I’m afraid I don’t normally agree with people who complain that standards are constantly slipping. I’m a reasonably literate and intelligent chap and I found A-Levels fairly complicated 4 years ago – and when I didn’t do enough work I got poor marks (and my Maths ‘E’ has proved troublesome now that I’m looking for work). University was, naturally, hugely more work, but A-Levels aren’t a walk in the park by any stretch of the imagination.
Besides, people were complaining about ’slipping standards’ in schools and in the literary abilities of young people back in Dickens’ time. Orwell had a pop, too. The promised destruction of our civilisation has arrived yet (as far as I am aware) so I don’t see a massive reason to believe it’s coming.
That said, I do agree that the school system seems broken and needs serious review. The fear of slipping standards should always be there to remind us to do the best for the generation who come after us.

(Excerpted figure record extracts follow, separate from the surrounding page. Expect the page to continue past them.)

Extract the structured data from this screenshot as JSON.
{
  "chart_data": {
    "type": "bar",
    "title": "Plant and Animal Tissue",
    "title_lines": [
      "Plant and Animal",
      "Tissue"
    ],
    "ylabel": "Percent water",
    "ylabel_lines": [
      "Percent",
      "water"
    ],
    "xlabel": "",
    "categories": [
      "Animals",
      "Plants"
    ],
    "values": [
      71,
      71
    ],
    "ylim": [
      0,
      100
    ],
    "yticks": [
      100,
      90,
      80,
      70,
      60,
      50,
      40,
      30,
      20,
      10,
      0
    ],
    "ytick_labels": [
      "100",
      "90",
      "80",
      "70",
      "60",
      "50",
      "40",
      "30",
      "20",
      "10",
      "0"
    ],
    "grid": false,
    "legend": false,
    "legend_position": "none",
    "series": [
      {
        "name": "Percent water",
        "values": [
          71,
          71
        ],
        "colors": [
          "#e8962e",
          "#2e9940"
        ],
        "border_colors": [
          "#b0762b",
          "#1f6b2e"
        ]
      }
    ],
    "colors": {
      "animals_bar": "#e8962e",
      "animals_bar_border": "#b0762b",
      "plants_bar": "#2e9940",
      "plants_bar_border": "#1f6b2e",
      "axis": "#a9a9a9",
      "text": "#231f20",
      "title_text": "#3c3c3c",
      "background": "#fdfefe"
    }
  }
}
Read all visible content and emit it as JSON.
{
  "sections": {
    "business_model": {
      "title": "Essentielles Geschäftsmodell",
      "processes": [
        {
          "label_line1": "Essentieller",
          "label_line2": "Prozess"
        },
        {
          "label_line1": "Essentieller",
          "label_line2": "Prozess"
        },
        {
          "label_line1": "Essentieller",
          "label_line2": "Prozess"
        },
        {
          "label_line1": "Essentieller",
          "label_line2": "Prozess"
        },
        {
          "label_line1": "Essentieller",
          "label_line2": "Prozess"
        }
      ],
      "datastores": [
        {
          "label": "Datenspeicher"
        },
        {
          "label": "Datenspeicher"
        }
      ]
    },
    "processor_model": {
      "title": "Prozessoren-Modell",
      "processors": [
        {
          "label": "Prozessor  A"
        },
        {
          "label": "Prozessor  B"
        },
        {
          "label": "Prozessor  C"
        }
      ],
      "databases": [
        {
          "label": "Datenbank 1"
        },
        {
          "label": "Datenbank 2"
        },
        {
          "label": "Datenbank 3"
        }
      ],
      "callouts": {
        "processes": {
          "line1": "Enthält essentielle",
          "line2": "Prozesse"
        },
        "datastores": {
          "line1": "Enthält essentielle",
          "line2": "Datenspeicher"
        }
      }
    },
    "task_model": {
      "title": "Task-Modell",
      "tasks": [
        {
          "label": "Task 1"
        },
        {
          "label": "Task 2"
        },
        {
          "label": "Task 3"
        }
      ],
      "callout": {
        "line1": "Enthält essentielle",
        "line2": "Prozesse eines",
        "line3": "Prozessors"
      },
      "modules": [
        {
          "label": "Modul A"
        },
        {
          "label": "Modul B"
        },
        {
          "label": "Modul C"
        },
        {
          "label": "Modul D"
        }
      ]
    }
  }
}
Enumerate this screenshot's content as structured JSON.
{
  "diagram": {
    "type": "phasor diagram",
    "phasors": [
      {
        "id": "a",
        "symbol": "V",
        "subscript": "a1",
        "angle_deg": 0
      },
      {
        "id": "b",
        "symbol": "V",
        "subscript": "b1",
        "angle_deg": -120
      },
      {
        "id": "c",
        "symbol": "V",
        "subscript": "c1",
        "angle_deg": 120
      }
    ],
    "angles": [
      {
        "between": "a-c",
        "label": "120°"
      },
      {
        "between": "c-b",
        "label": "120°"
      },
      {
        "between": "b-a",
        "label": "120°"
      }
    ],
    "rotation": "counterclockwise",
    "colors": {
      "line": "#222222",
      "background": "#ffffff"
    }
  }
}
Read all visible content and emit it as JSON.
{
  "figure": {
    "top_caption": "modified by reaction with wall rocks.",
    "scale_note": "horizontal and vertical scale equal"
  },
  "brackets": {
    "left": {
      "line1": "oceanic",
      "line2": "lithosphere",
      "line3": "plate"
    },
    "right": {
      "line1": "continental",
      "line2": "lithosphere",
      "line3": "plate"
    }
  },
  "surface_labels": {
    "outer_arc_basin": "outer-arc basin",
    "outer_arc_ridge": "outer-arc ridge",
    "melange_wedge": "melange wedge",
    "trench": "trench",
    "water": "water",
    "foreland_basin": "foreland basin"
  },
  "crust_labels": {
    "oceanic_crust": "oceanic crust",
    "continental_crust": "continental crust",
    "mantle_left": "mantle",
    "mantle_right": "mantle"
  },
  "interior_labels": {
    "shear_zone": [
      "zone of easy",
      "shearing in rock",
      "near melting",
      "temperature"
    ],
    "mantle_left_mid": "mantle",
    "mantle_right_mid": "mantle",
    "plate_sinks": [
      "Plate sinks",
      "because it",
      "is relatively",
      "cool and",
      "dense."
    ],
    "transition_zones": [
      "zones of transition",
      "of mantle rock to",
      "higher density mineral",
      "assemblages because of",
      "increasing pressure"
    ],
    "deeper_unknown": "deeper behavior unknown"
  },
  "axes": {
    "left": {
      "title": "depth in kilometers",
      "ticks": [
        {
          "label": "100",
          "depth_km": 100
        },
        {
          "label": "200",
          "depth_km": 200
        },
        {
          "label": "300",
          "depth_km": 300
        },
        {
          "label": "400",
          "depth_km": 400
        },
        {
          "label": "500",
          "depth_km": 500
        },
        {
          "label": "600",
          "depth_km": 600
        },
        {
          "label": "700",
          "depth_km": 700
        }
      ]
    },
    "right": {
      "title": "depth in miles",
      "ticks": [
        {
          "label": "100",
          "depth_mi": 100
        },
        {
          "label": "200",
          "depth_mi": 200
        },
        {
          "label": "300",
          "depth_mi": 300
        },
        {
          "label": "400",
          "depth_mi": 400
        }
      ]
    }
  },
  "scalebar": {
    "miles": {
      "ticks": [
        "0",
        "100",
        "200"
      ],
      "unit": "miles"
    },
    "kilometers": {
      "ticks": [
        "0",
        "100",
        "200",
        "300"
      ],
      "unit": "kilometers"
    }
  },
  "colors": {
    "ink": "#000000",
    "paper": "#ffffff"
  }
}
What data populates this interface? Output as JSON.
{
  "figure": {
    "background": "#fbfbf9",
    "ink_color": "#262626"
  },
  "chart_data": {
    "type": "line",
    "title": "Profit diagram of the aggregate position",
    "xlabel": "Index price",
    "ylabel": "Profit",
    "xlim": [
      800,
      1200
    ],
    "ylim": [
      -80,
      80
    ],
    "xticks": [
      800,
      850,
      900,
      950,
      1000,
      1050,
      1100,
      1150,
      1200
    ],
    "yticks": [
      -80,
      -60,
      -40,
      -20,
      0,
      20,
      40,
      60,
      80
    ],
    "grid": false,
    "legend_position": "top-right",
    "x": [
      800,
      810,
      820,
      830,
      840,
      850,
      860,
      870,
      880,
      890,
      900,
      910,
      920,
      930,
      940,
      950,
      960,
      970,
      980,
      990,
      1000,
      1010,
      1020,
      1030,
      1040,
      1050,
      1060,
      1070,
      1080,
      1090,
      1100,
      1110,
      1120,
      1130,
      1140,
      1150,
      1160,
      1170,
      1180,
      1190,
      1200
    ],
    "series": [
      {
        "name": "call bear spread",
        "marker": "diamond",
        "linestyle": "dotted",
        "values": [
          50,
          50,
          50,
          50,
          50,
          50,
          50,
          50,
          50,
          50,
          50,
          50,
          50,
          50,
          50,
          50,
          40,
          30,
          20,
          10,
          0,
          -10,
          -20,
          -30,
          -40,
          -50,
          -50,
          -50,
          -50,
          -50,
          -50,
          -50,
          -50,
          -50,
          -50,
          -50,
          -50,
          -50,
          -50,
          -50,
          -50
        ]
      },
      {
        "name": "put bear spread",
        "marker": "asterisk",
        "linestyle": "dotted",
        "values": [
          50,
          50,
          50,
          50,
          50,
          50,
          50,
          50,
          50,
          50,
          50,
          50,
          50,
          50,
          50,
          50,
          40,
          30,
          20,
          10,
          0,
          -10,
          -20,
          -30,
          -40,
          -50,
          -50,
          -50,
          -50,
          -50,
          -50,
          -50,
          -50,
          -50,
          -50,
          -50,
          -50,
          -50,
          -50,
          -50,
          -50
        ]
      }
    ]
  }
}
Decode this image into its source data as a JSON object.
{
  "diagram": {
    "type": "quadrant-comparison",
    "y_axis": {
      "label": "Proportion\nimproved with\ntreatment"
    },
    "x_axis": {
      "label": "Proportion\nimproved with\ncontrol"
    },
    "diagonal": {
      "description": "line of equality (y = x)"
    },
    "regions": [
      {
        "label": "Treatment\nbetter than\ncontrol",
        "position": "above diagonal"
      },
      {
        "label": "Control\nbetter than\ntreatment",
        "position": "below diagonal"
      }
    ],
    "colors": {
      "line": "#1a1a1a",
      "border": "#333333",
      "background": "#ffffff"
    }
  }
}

That’s a very good point Julia. The government claims that rising A-level and GCSE pass rates show how well they’ve run our schools, yet the increasing numbers of children who literally cannot read or write (even at age 16) suggests that they have got it horribly wrong.
Stu, even a cursory glance at international league tables for literacy and numeracy will show you that something is seriously flawed in our education system. Having been a school teacher myself, I can assure you that exams are getting easier and the marking is getting softer – I used to see it year on year and it’s still happening.
Whoops. The promised destruction of our civilisation has NOT arrived yet. So much for my allusions of literacy. Muphry strikes again.
If only there was not this culture where every school child who has learned to read is almost pushed down the academic route. The lack of options means most kids (and that included me back in the day) have no real way of deciding what is best for them and what are the alternatives (which are seriously lacking in the UK).
For me this wasn’t too bad – I liked and still like academia. But sadly I would have been paid so much more had somebody mentioned plumber training!
There needs to be a regression back to apprenticeships – like internships but you actually paid enough to live on. This works for any technical/manual career and would prevent the need for so many people going onto A-levels and university.
We also need to stop this non-failure culture. To fail is to learn that you should perhaps choose to do something you’re better at or work harder. If you always scrape a pass because the markers think it might be mean to give you a fail, how are you going to know that you really shouldn’t be doing that subject!
School needs to be tougher, harder and the government needs to show that there are alternatives to the academic route (which are certainly more prosperous!)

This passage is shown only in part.